Let’s back up one step further. What does it mean when we now have a stick, yes, a STICK, named after an epidemic of needing-to-look-perfect-at-all-times people, whose goal in life seems to be to take and post a perfectly posed, perfectly rehearsed, not-at-all-spontaneous-but completely-staged-to-look-candid photo of oneself, just to see how many people will react to it? And if the reaction isn’t what we hoped for, we take it down and put up another one? What is going ON?
I believe this is a very sad statement. In a world so preoccupied with looking perfect for the next shot of self… we’re not only judging and shaming those around us who don’t look the way the media expects, but we are also completely missing the life that is going on around us. Reminder: we only get one shot at that life, whizzing by; seconds ticking as our cameras are clicking.
As a passenger on the world’s biggest cruise ship, in the world’s bluest ocean, going to places and having experiences that only a tiny fraction of the world’s population will ever be lucky enough to experience, what I should be doing is stepping back, and breathing in the beauty.

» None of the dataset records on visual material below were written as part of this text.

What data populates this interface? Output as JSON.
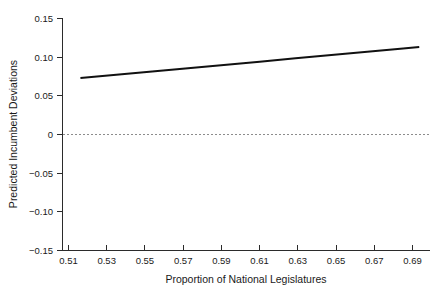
{
  "chart_data": {
    "type": "line",
    "title": "",
    "subtitle": "",
    "xlabel": "Proportion of National Legislatures",
    "ylabel": "Predicted Incumbent Deviations",
    "xlim": [
      0.5,
      0.705
    ],
    "ylim": [
      -0.15,
      0.15
    ],
    "xticks": [
      0.51,
      0.53,
      0.55,
      0.57,
      0.59,
      0.61,
      0.63,
      0.65,
      0.67,
      0.69
    ],
    "xtick_labels": [
      "0.51",
      "0.53",
      "0.55",
      "0.57",
      "0.59",
      "0.61",
      "0.63",
      "0.65",
      "0.67",
      "0.69"
    ],
    "yticks": [
      0.15,
      0.1,
      0.05,
      0,
      -0.05,
      -0.1,
      -0.15
    ],
    "ytick_labels": [
      "0.15",
      "0.10",
      "0.05",
      "0",
      "−0.05",
      "−0.10",
      "−0.15"
    ],
    "grid": false,
    "legend": null,
    "series": [
      {
        "name": "Predicted incumbent deviation",
        "style": "solid",
        "color": "#111111",
        "x": [
          0.51,
          0.53,
          0.55,
          0.57,
          0.59,
          0.61,
          0.63,
          0.65,
          0.67,
          0.69,
          0.699
        ],
        "values": [
          0.073,
          0.0772,
          0.0815,
          0.0857,
          0.09,
          0.0942,
          0.0985,
          0.1027,
          0.107,
          0.1112,
          0.1131
        ]
      },
      {
        "name": "zero reference",
        "style": "dashed",
        "color": "#8c8c8c",
        "x": [
          0.5,
          0.705
        ],
        "values": [
          0,
          0
        ]
      }
    ],
    "annotations": []
  },
  "axes": {
    "x_axis_label": "Proportion of National Legislatures",
    "y_axis_label": "Predicted Incumbent Deviations"
  }
}
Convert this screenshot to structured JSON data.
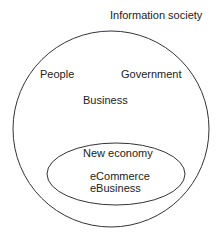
{
  "diagram": {
    "outer_label": "Information society",
    "inner_labels": {
      "people": "People",
      "government": "Government",
      "business": "Business"
    },
    "ellipse": {
      "title": "New economy",
      "line1": "eCommerce",
      "line2": "eBusiness"
    }
  }
}
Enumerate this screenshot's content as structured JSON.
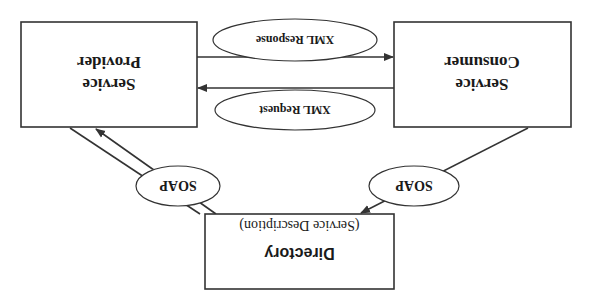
{
  "diagram": {
    "orientation": "rotated-180",
    "nodes": {
      "provider": {
        "line1": "Service",
        "line2": "Provider"
      },
      "consumer": {
        "line1": "Service",
        "line2": "Consumer"
      },
      "directory": {
        "title": "Directory",
        "subtitle": "(Service Description)"
      }
    },
    "edges": {
      "xml_response": {
        "label": "XML Response",
        "from": "Service Provider",
        "to": "Service Consumer"
      },
      "xml_request": {
        "label": "XML Request",
        "from": "Service Consumer",
        "to": "Service Provider"
      },
      "soap_left": {
        "label": "SOAP",
        "between": "Service Provider / Directory"
      },
      "soap_right": {
        "label": "SOAP",
        "between": "Service Consumer / Directory"
      }
    },
    "colors": {
      "stroke": "#333333",
      "text": "#1a1a1a",
      "background": "#ffffff"
    }
  }
}
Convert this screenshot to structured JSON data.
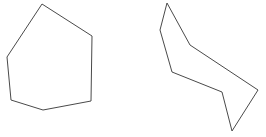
{
  "canvas": {
    "width": 266,
    "height": 137,
    "background_color": "#ffffff",
    "stroke_color": "#4a4a4a",
    "stroke_width": 1
  },
  "shapes": [
    {
      "name": "left-polygon",
      "description": "convex hexagon",
      "sides": 6,
      "points": "42,4 92,36 91,101 43,110 11,100 7,57"
    },
    {
      "name": "right-polygon",
      "description": "concave zigzag arrow polygon",
      "sides": 7,
      "points": "167,3 190,45 258,90 232,131 222,92 172,72 160,30"
    }
  ]
}
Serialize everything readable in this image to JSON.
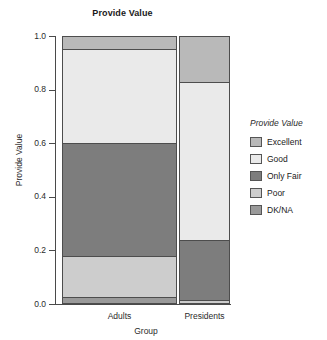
{
  "chart_data": {
    "type": "bar",
    "subtype": "stacked-proportional-mosaic",
    "title": "Provide Value",
    "xlabel": "Group",
    "ylabel": "Provide Value",
    "categories": [
      "Adults",
      "Presidents"
    ],
    "ylim": [
      0.0,
      1.0
    ],
    "ytick_labels": [
      "1.0",
      "0.8",
      "0.6",
      "0.4",
      "0.2",
      "0.0"
    ],
    "ytick_values": [
      1.0,
      0.8,
      0.6,
      0.4,
      0.2,
      0.0
    ],
    "grid": false,
    "legend_position": "right",
    "legend_title": "Provide Value",
    "stack_order_top_to_bottom": [
      "Excellent",
      "Good",
      "Only Fair",
      "Poor",
      "DK/NA"
    ],
    "series": [
      {
        "name": "Excellent",
        "color": "#b9b9b9",
        "values": [
          0.05,
          0.17
        ],
        "cumulative_top": [
          1.0,
          1.0
        ],
        "cumulative_bottom": [
          0.95,
          0.83
        ]
      },
      {
        "name": "Good",
        "color": "#eaeaea",
        "values": [
          0.35,
          0.59
        ],
        "cumulative_top": [
          0.95,
          0.83
        ],
        "cumulative_bottom": [
          0.6,
          0.24
        ]
      },
      {
        "name": "Only Fair",
        "color": "#7d7d7d",
        "values": [
          0.42,
          0.225
        ],
        "cumulative_top": [
          0.6,
          0.24
        ],
        "cumulative_bottom": [
          0.18,
          0.015
        ]
      },
      {
        "name": "Poor",
        "color": "#cdcdcd",
        "values": [
          0.155,
          0.01
        ],
        "cumulative_top": [
          0.18,
          0.015
        ],
        "cumulative_bottom": [
          0.025,
          0.005
        ]
      },
      {
        "name": "DK/NA",
        "color": "#9a9a9a",
        "values": [
          0.025,
          0.005
        ],
        "cumulative_top": [
          0.025,
          0.005
        ],
        "cumulative_bottom": [
          0.0,
          0.0
        ]
      }
    ],
    "group_widths_relative": [
      0.685,
      0.305
    ]
  },
  "legend": {
    "title": "Provide Value",
    "items": [
      {
        "label": "Excellent",
        "color": "#b9b9b9"
      },
      {
        "label": "Good",
        "color": "#eaeaea"
      },
      {
        "label": "Only Fair",
        "color": "#7d7d7d"
      },
      {
        "label": "Poor",
        "color": "#cdcdcd"
      },
      {
        "label": "DK/NA",
        "color": "#9a9a9a"
      }
    ]
  },
  "axes": {
    "y_title": "Provide Value",
    "x_title": "Group",
    "y_ticks": [
      {
        "label": "1.0",
        "value": 1.0
      },
      {
        "label": "0.8",
        "value": 0.8
      },
      {
        "label": "0.6",
        "value": 0.6
      },
      {
        "label": "0.4",
        "value": 0.4
      },
      {
        "label": "0.2",
        "value": 0.2
      },
      {
        "label": "0.0",
        "value": 0.0
      }
    ],
    "x_ticks": [
      {
        "label": "Adults"
      },
      {
        "label": "Presidents"
      }
    ]
  },
  "title": "Provide Value"
}
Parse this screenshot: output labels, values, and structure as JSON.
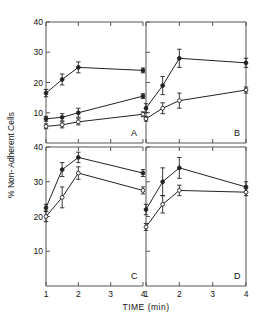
{
  "figure": {
    "ylabel": "% Non- Adherent Cells",
    "xlabel": "TIME (min)",
    "xticklabels": [
      "1",
      "2",
      "3",
      "4"
    ],
    "ytick_top": [
      "10",
      "20",
      "30",
      "40"
    ],
    "ytick_bottom": [
      "10",
      "20",
      "30",
      "40"
    ],
    "panel_labels": [
      "A",
      "B",
      "C",
      "D"
    ],
    "line_color": "#222222",
    "axis_color": "#555555"
  },
  "chart_data": [
    {
      "type": "line",
      "title": "A",
      "xlabel": "TIME (min)",
      "ylabel": "% Non- Adherent Cells",
      "xlim": [
        1,
        4
      ],
      "ylim": [
        0,
        40
      ],
      "xticks": [
        1,
        2,
        3,
        4
      ],
      "yticks": [
        10,
        20,
        30,
        40
      ],
      "grid": false,
      "legend": "none",
      "x": [
        1,
        1.5,
        2,
        4
      ],
      "series": [
        {
          "name": "upper",
          "marker": "filled-circle",
          "values": [
            16.5,
            21.0,
            25.0,
            24.0
          ],
          "errors": [
            1.2,
            1.8,
            1.8,
            0.8
          ]
        },
        {
          "name": "middle",
          "marker": "filled-circle",
          "values": [
            8.0,
            8.5,
            10.0,
            15.5
          ],
          "errors": [
            0.8,
            1.2,
            1.5,
            0.8
          ]
        },
        {
          "name": "lower",
          "marker": "open-circle",
          "values": [
            5.5,
            6.0,
            7.0,
            9.5
          ],
          "errors": [
            0.8,
            1.0,
            1.0,
            0.8
          ]
        }
      ]
    },
    {
      "type": "line",
      "title": "B",
      "xlabel": "TIME (min)",
      "ylabel": "% Non- Adherent Cells",
      "xlim": [
        1,
        4
      ],
      "ylim": [
        0,
        40
      ],
      "xticks": [
        1,
        2,
        3,
        4
      ],
      "yticks": [
        10,
        20,
        30,
        40
      ],
      "grid": false,
      "legend": "none",
      "x": [
        1,
        1.5,
        2,
        4
      ],
      "series": [
        {
          "name": "upper",
          "marker": "filled-circle",
          "values": [
            11.5,
            19.0,
            28.0,
            26.5
          ],
          "errors": [
            1.5,
            3.0,
            3.0,
            1.5
          ]
        },
        {
          "name": "lower",
          "marker": "open-circle",
          "values": [
            8.0,
            11.5,
            14.0,
            17.5
          ],
          "errors": [
            0.8,
            1.8,
            2.5,
            1.0
          ]
        }
      ]
    },
    {
      "type": "line",
      "title": "C",
      "xlabel": "TIME (min)",
      "ylabel": "% Non- Adherent Cells",
      "xlim": [
        1,
        4
      ],
      "ylim": [
        0,
        40
      ],
      "xticks": [
        1,
        2,
        3,
        4
      ],
      "yticks": [
        10,
        20,
        30,
        40
      ],
      "grid": false,
      "legend": "none",
      "x": [
        1,
        1.5,
        2,
        4
      ],
      "series": [
        {
          "name": "upper",
          "marker": "filled-circle",
          "values": [
            22.5,
            33.5,
            37.0,
            32.5
          ],
          "errors": [
            1.0,
            2.0,
            1.5,
            1.0
          ]
        },
        {
          "name": "lower",
          "marker": "open-circle",
          "values": [
            20.0,
            25.5,
            32.5,
            27.5
          ],
          "errors": [
            1.5,
            3.0,
            1.8,
            1.0
          ]
        }
      ]
    },
    {
      "type": "line",
      "title": "D",
      "xlabel": "TIME (min)",
      "ylabel": "% Non- Adherent Cells",
      "xlim": [
        1,
        4
      ],
      "ylim": [
        0,
        40
      ],
      "xticks": [
        1,
        2,
        3,
        4
      ],
      "yticks": [
        10,
        20,
        30,
        40
      ],
      "grid": false,
      "legend": "none",
      "x": [
        1,
        1.5,
        2,
        4
      ],
      "series": [
        {
          "name": "upper",
          "marker": "filled-circle",
          "values": [
            22.0,
            30.0,
            34.0,
            28.5
          ],
          "errors": [
            1.5,
            4.0,
            3.0,
            1.5
          ]
        },
        {
          "name": "lower",
          "marker": "open-circle",
          "values": [
            17.0,
            23.5,
            27.5,
            27.0
          ],
          "errors": [
            1.0,
            2.5,
            1.5,
            1.0
          ]
        }
      ]
    }
  ]
}
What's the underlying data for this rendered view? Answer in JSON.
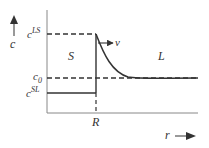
{
  "diagram": {
    "y_axis_label": "c",
    "x_axis_label": "r",
    "levels": {
      "c_LS": {
        "base": "c",
        "sup": "LS"
      },
      "c_0": {
        "base": "c",
        "sub": "0"
      },
      "c_SL": {
        "base": "c",
        "sup": "SL"
      }
    },
    "interface_label": "R",
    "velocity_label": "v",
    "region_solid": "S",
    "region_liquid": "L",
    "colors": {
      "line": "#333333",
      "axis": "#888888"
    }
  }
}
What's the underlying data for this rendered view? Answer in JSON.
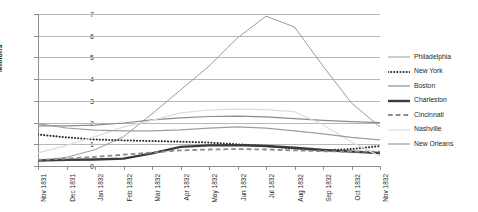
{
  "chart_data": {
    "type": "line",
    "title": "",
    "xlabel": "",
    "ylabel": "Millions",
    "ylim": [
      0,
      7
    ],
    "yticks": [
      0,
      1,
      2,
      3,
      4,
      5,
      6,
      7
    ],
    "grid": true,
    "legend_position": "right",
    "categories": [
      "Nov 1831",
      "Dec 1831",
      "Jan 1832",
      "Feb 1832",
      "Mar 1832",
      "Apr 1832",
      "May 1832",
      "Jun 1832",
      "Jul 1832",
      "Aug 1832",
      "Sep 1832",
      "Oct 1832",
      "Nov 1832"
    ],
    "series": [
      {
        "name": "Philadelphia",
        "style": "solid",
        "color": "#9a9a9a",
        "width": 1,
        "values": [
          0.25,
          0.4,
          0.75,
          1.35,
          2.4,
          3.5,
          4.6,
          5.9,
          6.9,
          6.4,
          4.6,
          2.9,
          1.8
        ]
      },
      {
        "name": "New York",
        "style": "dotted",
        "color": "#2b2b2b",
        "width": 2,
        "values": [
          1.45,
          1.32,
          1.22,
          1.18,
          1.15,
          1.12,
          1.08,
          1.0,
          0.92,
          0.8,
          0.72,
          0.78,
          0.92
        ]
      },
      {
        "name": "Boston",
        "style": "solid",
        "color": "#8c8c8c",
        "width": 1.2,
        "values": [
          1.85,
          1.85,
          1.88,
          1.98,
          2.12,
          2.22,
          2.28,
          2.3,
          2.26,
          2.18,
          2.1,
          2.04,
          2.0
        ]
      },
      {
        "name": "Charleston",
        "style": "solid",
        "color": "#3a3a3a",
        "width": 2.4,
        "values": [
          0.25,
          0.28,
          0.3,
          0.34,
          0.58,
          0.88,
          0.95,
          0.96,
          0.92,
          0.84,
          0.74,
          0.66,
          0.6
        ]
      },
      {
        "name": "Cincinnati",
        "style": "dashed",
        "color": "#8a8a8a",
        "width": 1.8,
        "values": [
          0.28,
          0.34,
          0.42,
          0.52,
          0.62,
          0.72,
          0.76,
          0.78,
          0.76,
          0.72,
          0.68,
          0.66,
          0.66
        ]
      },
      {
        "name": "Nashville",
        "style": "solid",
        "color": "#dcdcdc",
        "width": 1.2,
        "values": [
          0.6,
          0.95,
          1.35,
          1.8,
          2.1,
          2.45,
          2.58,
          2.62,
          2.6,
          2.5,
          1.9,
          1.1,
          0.45
        ]
      },
      {
        "name": "New Orleans",
        "style": "solid",
        "color": "#9e9e9e",
        "width": 1.2,
        "values": [
          1.95,
          1.75,
          1.65,
          1.62,
          1.62,
          1.66,
          1.74,
          1.8,
          1.74,
          1.62,
          1.48,
          1.32,
          1.2
        ]
      }
    ]
  }
}
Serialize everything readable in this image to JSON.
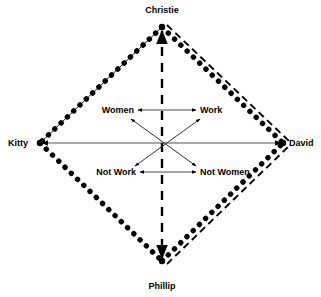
{
  "diagram": {
    "type": "semiotic-square",
    "title": "",
    "background_color": "#ffffff",
    "line_color": "#000000",
    "vertices": [
      {
        "id": "top",
        "label": "Christie",
        "x": 162,
        "y": 10,
        "point_x": 162,
        "point_y": 27
      },
      {
        "id": "left",
        "label": "Kitty",
        "x": 8,
        "y": 143,
        "point_x": 40,
        "point_y": 143
      },
      {
        "id": "right",
        "label": "David",
        "x": 313,
        "y": 143,
        "point_x": 283,
        "point_y": 143
      },
      {
        "id": "bottom",
        "label": "Phillip",
        "x": 162,
        "y": 286,
        "point_x": 162,
        "point_y": 261
      }
    ],
    "inner_labels": [
      {
        "id": "women",
        "label": "Women",
        "x": 104,
        "y": 110
      },
      {
        "id": "work",
        "label": "Work",
        "x": 215,
        "y": 110
      },
      {
        "id": "not_work",
        "label": "Not Work",
        "x": 105,
        "y": 172
      },
      {
        "id": "not_women",
        "label": "Not Women",
        "x": 217,
        "y": 172
      }
    ],
    "edges": [
      {
        "id": "top-left-edge",
        "from": "top",
        "to": "left",
        "styles": [
          "dotted",
          "thin-solid"
        ]
      },
      {
        "id": "top-right-edge",
        "from": "top",
        "to": "right",
        "styles": [
          "dotted",
          "dashed"
        ]
      },
      {
        "id": "bottom-left-edge",
        "from": "left",
        "to": "bottom",
        "styles": [
          "dotted"
        ]
      },
      {
        "id": "bottom-right-edge",
        "from": "bottom",
        "to": "right",
        "styles": [
          "dotted",
          "dashed"
        ]
      }
    ],
    "axes": [
      {
        "id": "horizontal-axis",
        "from": "left",
        "to": "right",
        "style": "solid",
        "arrows": "both"
      },
      {
        "id": "vertical-axis",
        "from": "top",
        "to": "bottom",
        "style": "dashed",
        "arrows": "both"
      }
    ],
    "arrows": [
      {
        "id": "women-work-arrow",
        "style": "solid",
        "arrows": "both",
        "x1": 138,
        "y1": 110,
        "x2": 196,
        "y2": 110
      },
      {
        "id": "notwork-notwomen-arrow",
        "style": "solid",
        "arrows": "both",
        "x1": 140,
        "y1": 172,
        "x2": 196,
        "y2": 172
      },
      {
        "id": "women-notwomen-diagonal",
        "style": "solid",
        "arrows": "both",
        "x1": 130,
        "y1": 118,
        "x2": 196,
        "y2": 165
      },
      {
        "id": "work-notwork-diagonal",
        "style": "solid",
        "arrows": "both",
        "x1": 200,
        "y1": 118,
        "x2": 134,
        "y2": 165
      }
    ]
  }
}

But FIRST, let me take a selfie.
The currency of time
Posted in Musings, Social Commentary on October 14, 2019| Leave a Comment »
Wow. So, hi. It’s been awhile since I posted here… Ironic, then, that I now I find myself sitting at this keyboard, musing about the currency of time.
Like money; I only have a finite amount. Also like money, some of it is already spoken for. I need to work. I need to eat and sleep. But also like money, like disposable income… What about the rest of my time? What am I doing with it?
We are conditioned to think of time as infinite. We are programmed to believe that there will always be another sunrise, another sunset, another day to spend; and on that day, we will be deliberate with our time. But some day, that luxury will be gone. Some day, we don’t know when, our time will be up. And we won’t say ‘I wish I had read one more Twitter feed’ or ‘I wish I had watched one more episode of Suits’. Instead, we will lament lost and wasted time with loved ones, or dreams passed by in a flurry of due dates and endless to do lists.
When I say ‘I am too busy to do X’ what I am really saying is ‘I choose to spend my time on Y’ and that ‘X is not important enough to me’. Woah. Wait. Step back. Let’s really think about that statement.
Am I being that deliberate, about where and how I spend my time? Definitely not.
When my dog asks to play and I ignore him because I am scrolling through Instagram, do I mean to tell him that he is not important enough to me, to play? Of course not. But that is what I have done.
When I need to do yoga and clear my mind, but I ignore my yoga mat in favour of sending three more emails before bed, do I mean to tell my body and soul that they don’t matter, compared to those 3 emails? No. But that is exactly the message I have sent to my brain and my heart.
As I absentmindedly scroll through social media for the umpteenth time in a day or flick on a TV show just for the noise of it all, I am reminded that no – I am not being deliberate at all about where I am spending my precious and finite currency of time. I am, in fact, wasting it. Often. And as a dear friend reminded me today; you never get time back.
EVER.
Once it is spent, it is gone.
So I’m going to work on being deliberate. In my language, and in my actions. I will no longer say ‘I am too busy’ or ‘I do not have time’. I will say ‘I chose to spend my time doing X’ and ‘I choose not to spend my time doing Y’ as a verbal reminder of where I am spending this precious resource. I will use my time, deliberately and with care.
Because someday, I will have spent my last moment of time. And I want to know that I spent it deliberately and with care.